Ruka (To braid/ to knit/ to weave)
Nontsikelelo Mutiti
Due to the process-based nature of the Session program, this project will undergo constant modifications; the features of this page provide accruing information on the project’s developments.
On June 3, 2014, Nontsikelelo Mutiti will begin work on Ruka (To braid/ to knit/ to weave) as part of Recess’s signature program, Session. Session invites artists to use Recess’s public space as studio, exhibition venue and grounds for experimentation.
Over the course of her Session, Mutiti will play the role of the artist, designer, and researcher to a space for the study and practice of hair braiding. While documenting the practice and resulting visual forms, the artist will excavate the language and motifs associated with this method of adornment across traditional and contemporary contexts. From the space, the artist will chart new territory in her artistic research through teaching and learning hair braiding techniques. In partnership with hair braiding professionals as well as members of her own community (of family, friends and colleagues) she will generate and consolidate an archive of materials related to hair braiding salons including archival images, field photography, texts, transcripts of conversations, braiding instructions, combs, and Harlem hair braider business cards. In response to this gathered material, Mutiti will create a new installation of custom floor tiles, video, posters and ephemera using the hair braiding’s formal qualities of repetition and diagramming as a starting point.
The African hair braiding salon, which can be found in cities all over the world, is a marker of diaspora and often an important site for African women living abroad to use their braiding skills to generate income. Spaces in New York City and Bedfordshire in the United Kingdom are a type of facsimile of the salons of Harare, Zimbabwe. When building her own installation, the artist will reference these important social spaces with walls painted in acid green or bright orange, magazine cut outs of celebrities, hair product models, flyers and posters from evangelical churches, not forgetting the ubiquitous small black television set on top of a cabinet playing Nollywood movies. The artist’s redrawing of an African hair braiding Salon will support her study of the technical skill involved, as well as provide a space to document and interpret these processes and forms through video, photography and printmaking.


Task statement:
Transcribe exactly the lines below that begin at the line with "Decompose this screenshot" and stop after the line with "List UI elements", leaving out every picture.
══ Records to process
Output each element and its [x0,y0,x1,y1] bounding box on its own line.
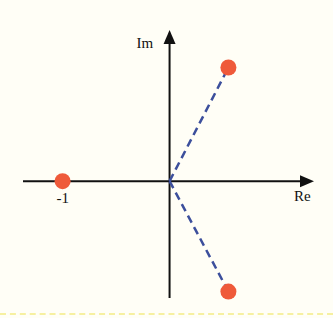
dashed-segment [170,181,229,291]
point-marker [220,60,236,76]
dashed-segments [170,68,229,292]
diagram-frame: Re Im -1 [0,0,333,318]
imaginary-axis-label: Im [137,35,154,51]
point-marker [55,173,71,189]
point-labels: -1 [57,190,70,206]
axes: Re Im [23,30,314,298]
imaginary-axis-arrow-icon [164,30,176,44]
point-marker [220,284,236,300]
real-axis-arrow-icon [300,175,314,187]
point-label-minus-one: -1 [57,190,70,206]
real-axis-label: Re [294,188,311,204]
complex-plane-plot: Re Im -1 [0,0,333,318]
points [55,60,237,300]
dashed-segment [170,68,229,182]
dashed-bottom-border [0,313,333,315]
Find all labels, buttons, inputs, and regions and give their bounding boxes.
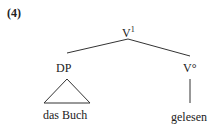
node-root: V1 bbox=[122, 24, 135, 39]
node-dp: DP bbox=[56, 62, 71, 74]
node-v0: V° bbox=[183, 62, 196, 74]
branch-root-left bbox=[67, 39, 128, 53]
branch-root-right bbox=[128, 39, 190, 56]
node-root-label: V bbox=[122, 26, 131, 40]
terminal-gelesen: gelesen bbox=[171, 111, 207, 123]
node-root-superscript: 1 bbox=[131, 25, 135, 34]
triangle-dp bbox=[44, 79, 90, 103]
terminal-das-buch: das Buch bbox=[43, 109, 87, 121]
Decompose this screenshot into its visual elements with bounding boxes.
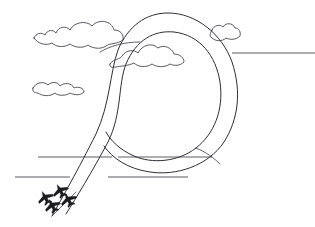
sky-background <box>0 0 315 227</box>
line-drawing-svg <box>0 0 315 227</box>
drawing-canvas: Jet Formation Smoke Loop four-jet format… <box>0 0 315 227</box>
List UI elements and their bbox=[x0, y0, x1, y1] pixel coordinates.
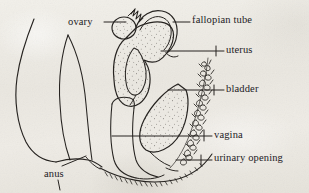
════
══ Records to process
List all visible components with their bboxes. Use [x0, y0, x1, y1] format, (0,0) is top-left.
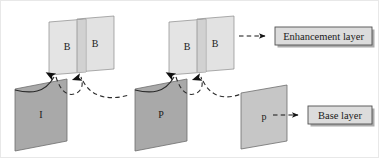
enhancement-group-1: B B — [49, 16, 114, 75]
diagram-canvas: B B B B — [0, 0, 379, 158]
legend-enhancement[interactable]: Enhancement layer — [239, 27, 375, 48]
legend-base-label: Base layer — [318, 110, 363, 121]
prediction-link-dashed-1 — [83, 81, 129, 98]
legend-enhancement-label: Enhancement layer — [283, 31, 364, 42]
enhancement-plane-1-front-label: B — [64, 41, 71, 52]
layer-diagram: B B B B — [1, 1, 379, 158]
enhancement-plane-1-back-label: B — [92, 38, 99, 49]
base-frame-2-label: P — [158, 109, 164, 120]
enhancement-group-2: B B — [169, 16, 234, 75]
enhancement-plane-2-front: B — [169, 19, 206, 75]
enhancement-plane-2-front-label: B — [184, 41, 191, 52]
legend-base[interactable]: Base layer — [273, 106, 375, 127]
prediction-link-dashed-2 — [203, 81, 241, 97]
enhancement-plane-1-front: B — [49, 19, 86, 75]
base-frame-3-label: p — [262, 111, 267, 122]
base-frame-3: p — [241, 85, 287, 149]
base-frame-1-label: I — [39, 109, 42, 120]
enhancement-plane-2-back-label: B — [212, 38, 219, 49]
════
Response to this exercise:
Decompose this screenshot into its visual elements with bounding boxes.
sky-background <box>0 0 315 227</box>
line-drawing-svg <box>0 0 315 227</box>
drawing-canvas: Jet Formation Smoke Loop four-jet format… <box>0 0 315 227</box>
List UI elements and their bbox=[x0, y0, x1, y1] pixel coordinates.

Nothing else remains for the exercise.